Epic Systems, Corp. v. Lewis, 138 S. Ct. 1612 (2018)
Relevant Facts: In granting certiorari, the U.S. Supreme Court consolidated three different cases with similar facts. All involved claims by workers for unpaid wages by a more-powerful employer. In each instance, when the workers tried to band together to enforce their right to their unpaid wages, the employer invoked of a class ban in the company’s forced arbitration provision. The class ban required the workers to arbitrate all claims on an individual basis, which, due to the expense involved, inter alia, would have effectively ended the workers’ lawsuits before they ever reached the merits. To retain their right to go to court, the employees argued that the National Labor Relations Act (NLRA) protects their right to act collectively for their “mutual aid or protection.” The class ban in the company forced arbitration clause, the employees argued, violated that NLRA guarantee, so was unlawful and unenforceable.
Question Before The Court: Whether arbitration agreements with individual employees that bar them from pursuing work-related claims on a joint basis in any forum are illegal because they limit the employees’ right under the NLRA and NLGA to engage in “concerted activities” in pursuit of their “mutual aid or protection,” and are therefore illegal and unenforceable under the Federal Arbitration Act’s (FAA) “savings clause.”
The Opinion: The U.S. Supreme Court held that the FAA requires collective action bans to be enforced.

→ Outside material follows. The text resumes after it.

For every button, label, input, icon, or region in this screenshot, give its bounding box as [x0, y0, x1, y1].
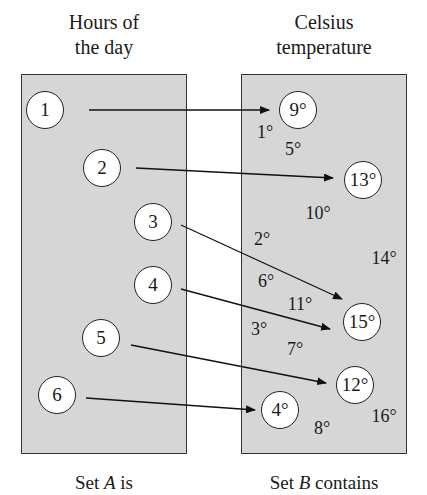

In so finding, the Court determined that the NLRA did not apply in the case before it because, in its view, the NLRA was designed to serve as a mechanism for workers to organize a union in their workplace, but that workers’ right to act collectively for “mutual benefit or protection” does not extend to collective legal action. The Court reasoned that, since the NLRA didn’t protect a right to collective legal action, class bans in forced arbitration clauses limiting workers’ ability to band together against a more-powerful employer are not illegal, and, by extension, the FAA’s “savings clause” did not apply. It further asserted that even were the illegality defense available, it still could not be applied because doing so would impermissibly “disfavor arbitration”—an act the Court ruled in Concepcion would violate the FAA. The Court then reiterated its position in Concepcion that courts cannot render arbitration contracts unenforceable for public policy reasons.
In reaching its holding, the majority expressed open disdain toward the employees’ effort to retain their right to band together. It portrayed the illegality defense asserted by the workers as an attempt to “attack the individualized nature of the arbitration proceedings,” and claimed that the employees’ demand to enforce their rights collectively was really intended to “interfere with one of arbitration’s fundamental attributes.” In making this point, the Court ignored the fact that the attributes it was holding up as sacrosanct had only been used to characterize arbitration proceedings for less than a decade and were wholly a product of the Court’s own recent decisions—observations that Justice Ruth Bader Ginsberg pointed out in her scathing dissent.
The full repercussions of this opinion have yet to be felt. Time will tell what this case will mean for workers who seek avail themselves of the “mutual aid or protection clause” of the NLRA in the future; and the winnowing of the FAA “savings clause” in this opinion creates doubt as to how an employee may use the provision to defend against forced arbitration moving forward.